The nitty, gritty. Preparing the numbers
The heart of a business plan will be the financial analysis. Even if you are not an accountant you can prepare the financial analysis providing you can use Excel and are methodical.
Before thinking about the numbers you need to set-up the spreadsheet.
Start with the Profit & Loss Account
It is easiest to work in sections so start with the details. On a clean worksheet start with all your sources of income. Use a separate line for each source of income with a total line at the bottom. Once you have all the rows you can set the columns to monthly, quarterly or half yearly. Monthly for the next year and quarterly or six-monthly for periods after 12 months are common.
If your business has direct costs of sales, for example a manufacturer, baker, plumber or electrician then you will need to set up a new sheet for all the direct “cost of sales”. As with income set a new line for all your direct costs and a total line at the bottom.
When developing the spreadsheet for a consultancy type businesses you may not have any direct costs (unless you have consultancy staff) so most of your costs will included in the overheads worksheet.
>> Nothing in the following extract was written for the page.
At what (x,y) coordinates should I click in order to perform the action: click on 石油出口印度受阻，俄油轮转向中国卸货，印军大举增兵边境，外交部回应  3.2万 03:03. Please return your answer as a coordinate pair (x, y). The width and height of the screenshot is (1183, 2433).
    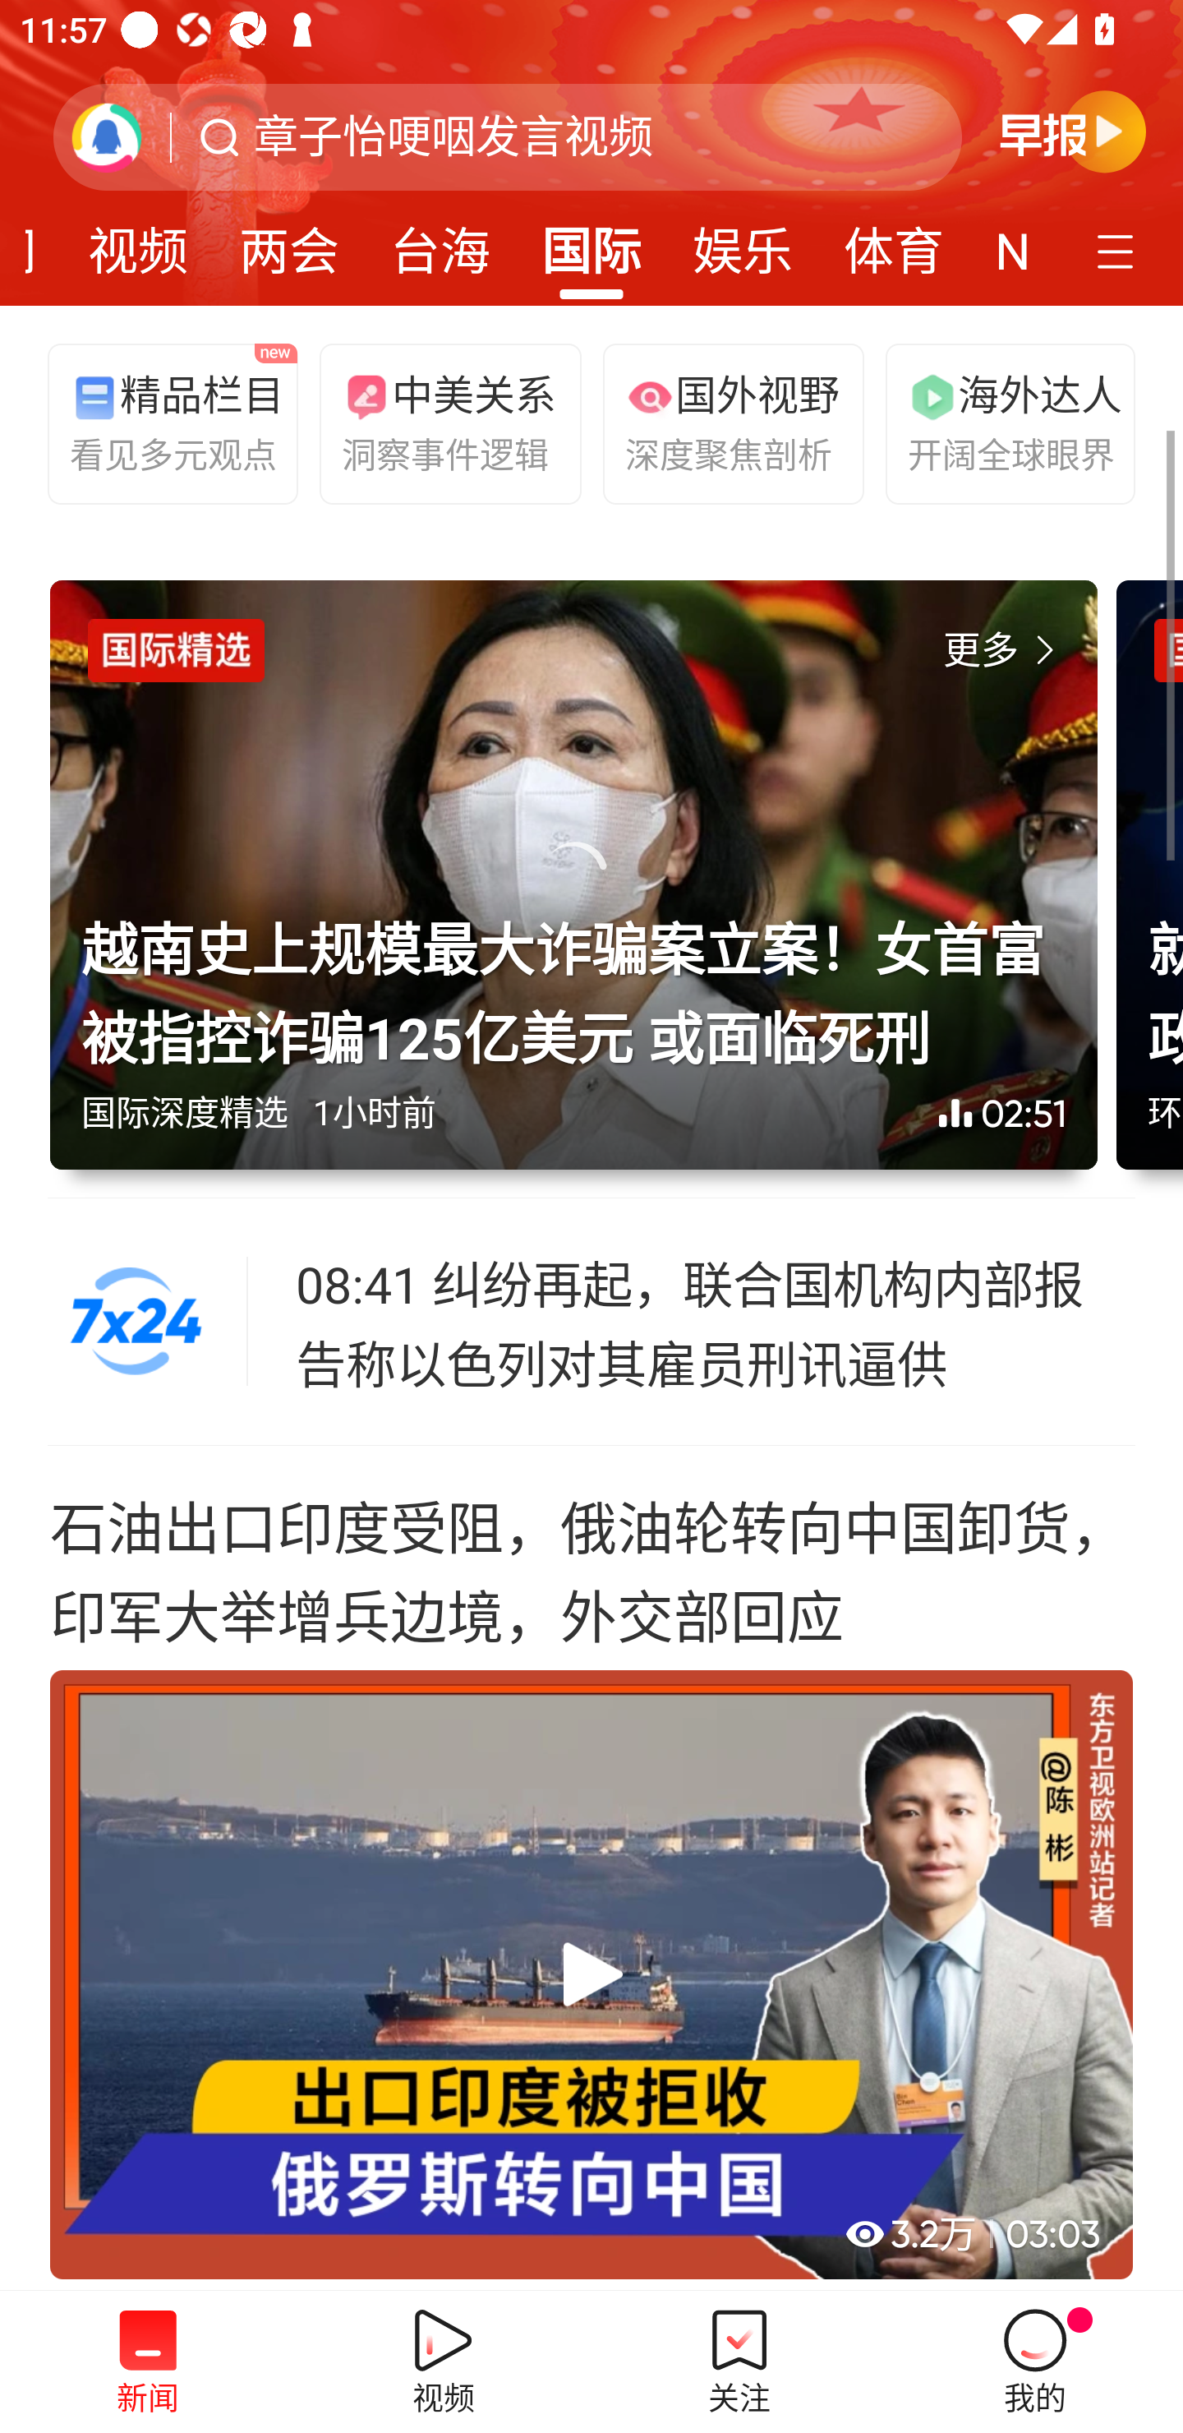
    Looking at the image, I should click on (591, 1868).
The overheads worksheet should have a separate line for all the costs of the business, it will be easier in the long run if you collect the costs together in batches and sub-total each batch.
For example:
Property costs batch including: rent, rates, utilities, cleaning and insurance (plus other property costs you may have)
Other batches for sub-totalling might include:
Staff costs (wages, welfare, training, company national insurance)
Professional fees (accountancy fees, bookkeepping fees, legal fees)
Entertaining (staff, client or customer)
Advertising and marketing (advertising, website costs, marketing consultancy, public relations)
Telephone costs (landline, mobiles, broadband)
etc.
The front sheet for your Profit & Loss
Pulling together all these sections will calculate your EBITDA (Earnings before interest, tax depreciation and amortisation). You can see what these terms mean by checking our A-Z of accounting terms.
The front sheet will be a summary of all this data and should be linked through to each backing worksheet so once you start entering figures the totals will automatically feed through to the summary sheet.